This paper catches five major psychology textbooks red-handed: every single one either ignored, twisted, or flat-out falsified the results of the famous Maimonides dream telepathy experiments. One book claimed stimuli were shown before sleep (they weren't), another exaggerated the possibility of sensory leakage, and yet another said there were no proper controls when there clearly were. When Child went back and reanalyzed the original Maimonides data across 15 experimental segments, the results were striking -- hits beat misses on every single line, with astronomical odds against chance (p < .0001). Outside judges' ratings hit p < .000002, which is wildly significant. This matters beyond one set of experiments because it shows how mainstream reviews can systematically misrepresent parapsychological evidence, raising uncomfortable questions about whether skeptical dismissals elsewhere deserve similar scrutiny.

Research Notes

Central to the meta-debate controversy (#10) on how psi research is treated in mainstream psychology. Demonstrates that even published critical reviews can systematically misrepresent parapsychological evidence, a pattern relevant to evaluating all skeptical reviews in this library.

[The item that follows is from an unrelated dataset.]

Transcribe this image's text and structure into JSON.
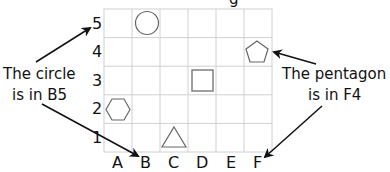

A review of how five major psychology books have represented the Maimonides Medical Center dream ESP experiments, revealing that all five either ignored, distorted, or falsified the research. Reanalysis of the Maimonides data across 15 experimental segments showed hits exceeded misses on every independent line (sign test p < .0001). Combined probability for outside judges' ratings on segments free of nonindependence issues was p < .000002; for subjects' own ratings, p < .002. Specific misrepresentations included describing post-sleep stimuli as pre-sleep priming (Zusne & Jones), exaggerating sensory cuing (Hansel), dismissing within-subject controls as absent (Alcock), and complete omission (Marks & Kammann).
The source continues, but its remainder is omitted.